The way it works out, it seems like this "ToE" predicts a whole bunch of new particles which the LHC can find or not find. In effect, it does what theoretical physics is supposed to do, and is what any proposed new unification model is supposed to be---namely predictive and testable.
Some of what other particle theorists work on these days is not so explicitly predictive, and does not risk rejection by Nature--it's more along the lines of a mathematical pastime--or a "framework" of math with numerous different possible applications. But I don't think Lisi's is the only testable unification on the table.

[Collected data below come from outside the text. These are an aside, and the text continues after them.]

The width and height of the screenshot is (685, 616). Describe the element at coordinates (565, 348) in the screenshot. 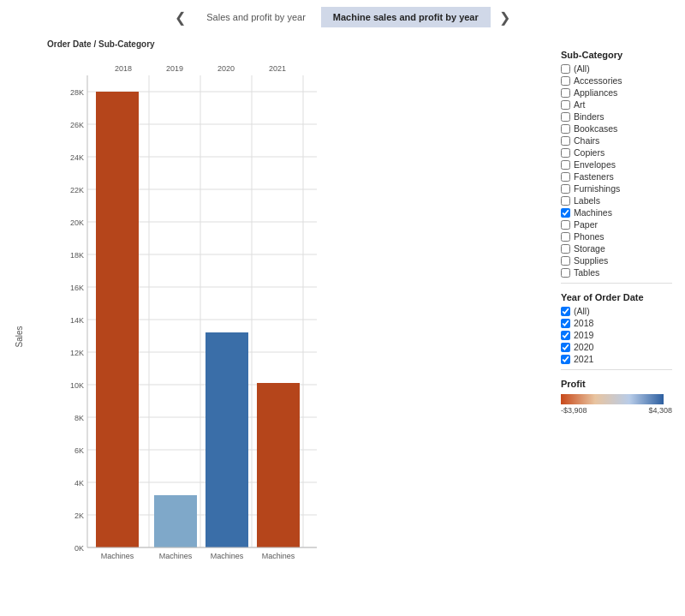

I see `checkbox-year-2020` at that location.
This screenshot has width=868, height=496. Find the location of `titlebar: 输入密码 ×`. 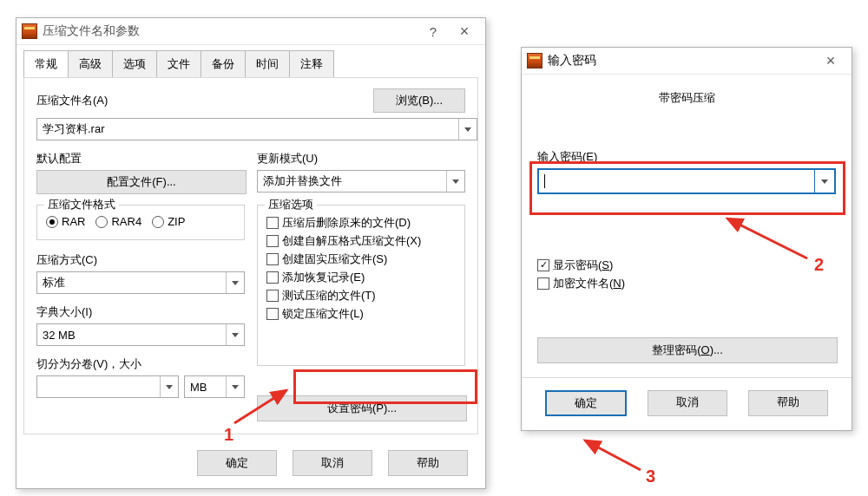

titlebar: 输入密码 × is located at coordinates (687, 61).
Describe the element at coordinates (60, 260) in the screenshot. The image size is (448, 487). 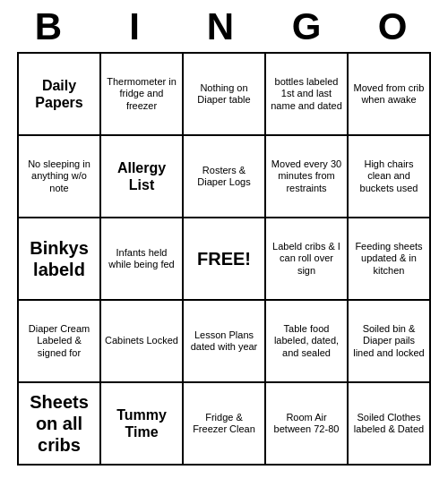
I see `bingo-cell-10: Binkys labeld` at that location.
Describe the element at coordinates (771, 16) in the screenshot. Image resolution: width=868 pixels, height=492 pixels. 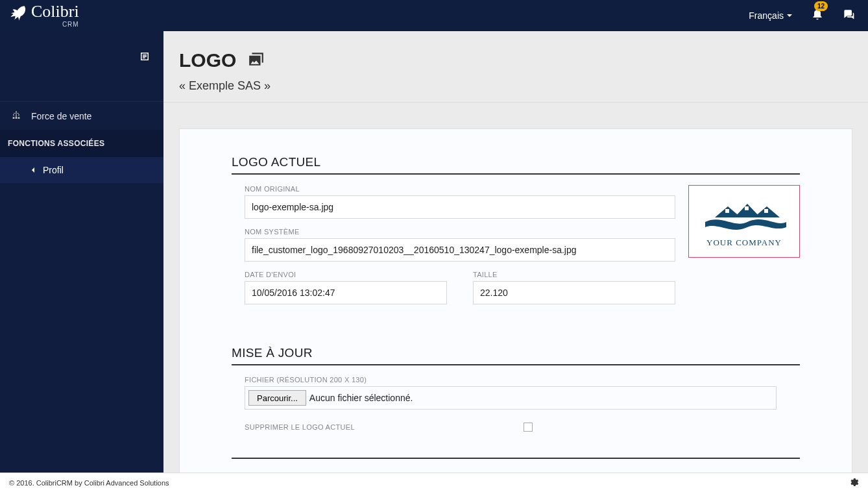
I see `language-selector: Français` at that location.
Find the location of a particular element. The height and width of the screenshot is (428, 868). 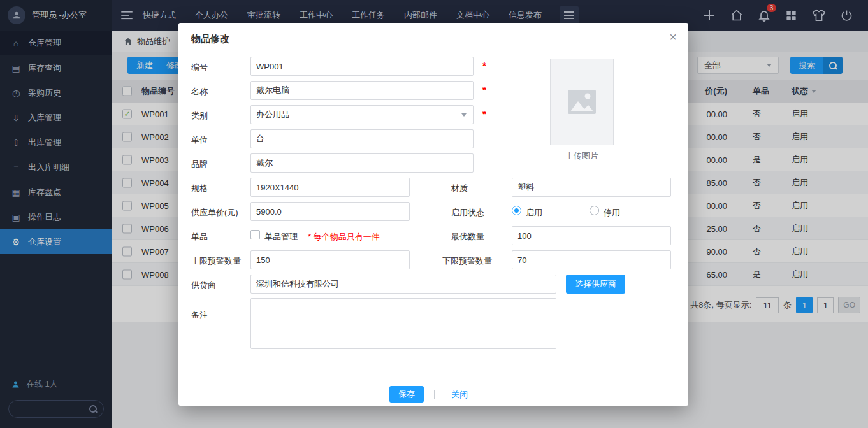

optimal-qty-label: 最优数量 is located at coordinates (468, 237).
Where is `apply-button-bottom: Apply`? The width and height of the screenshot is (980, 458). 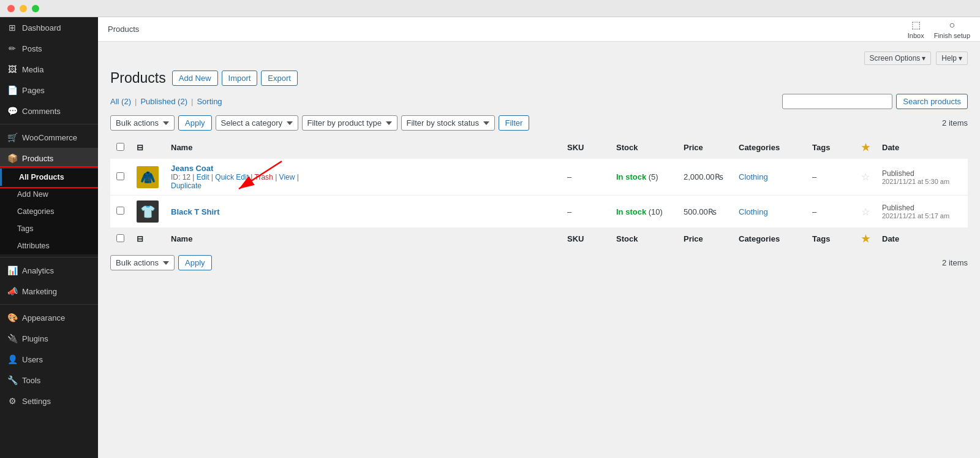 apply-button-bottom: Apply is located at coordinates (195, 262).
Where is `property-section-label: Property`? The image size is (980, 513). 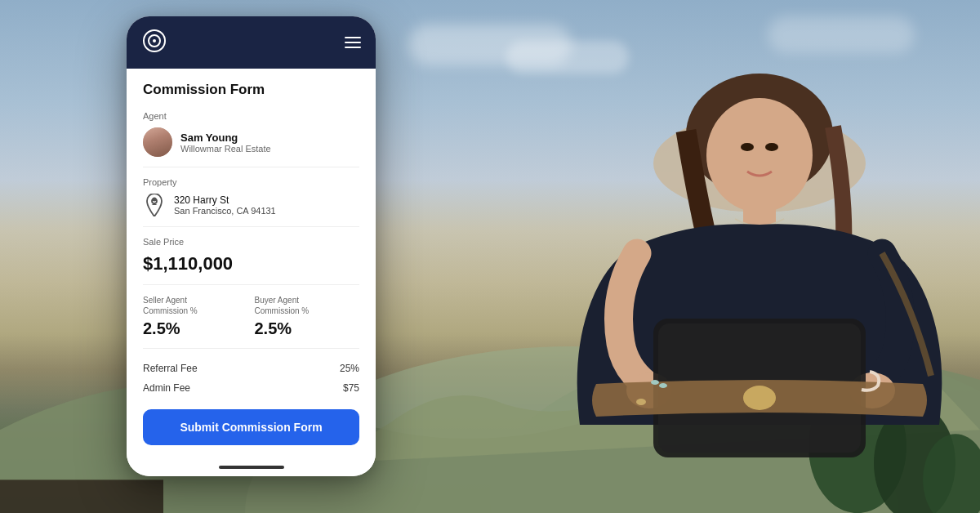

There is one that Hermann Nicolai presented last year---joint work with Kris Meissner---making, as I recall, explicit predictions which could be ruled out (or confirmed) over the next few years at LHC.
An Explicit Embedding of Gravity and the Standard Model in E8
A. Garrett Lisi
14 pages. For peer review and publication in the "Proceedings of the Conference on Representation Theory and Mathematical Physics."
(Submitted on 25 Jun 2010)
"The algebraic elements of gravitational and Standard Model gauge fields acting on a generation of fermions may be represented using real matrices. These elements match a subalgebra of spin(11,3) acting on a Majorana-Weyl spinor, consistent with GraviGUT unification. This entire structure embeds in the quaternionic real form of the largest exceptional Lie algebra, E8. These embeddings are presented explicitly and their implications discussed."
As I recall there was a conference at Yale last October at which Garrett was invited to present a paper on this topic. I think the Yale 2009 conference was the one referred to here---on Representation Theory and Math Physics.
The way it works out, it seems like this "ToE" predicts a whole bunch of new particles which the LHC can find or not find. In effect, it does what theoretical physics is supposed to do, and is what any proposed new unification model is supposed to be---namely predictive and testable.
Some of what other particle theorists work on these days is not so explicitly predictive, and does not risk rejection by Nature--it's more along the lines of a mathematical pastime--or a "framework" of math with numerous different possible applications. But I don't think Lisi's is the only testable unification on the table. There is one that Hermann Nicolai presented last year---joint work with Kris Meissner---making, as I recall, explicit predictions which could be ruled out (or confirmed) over the next few years at LHC.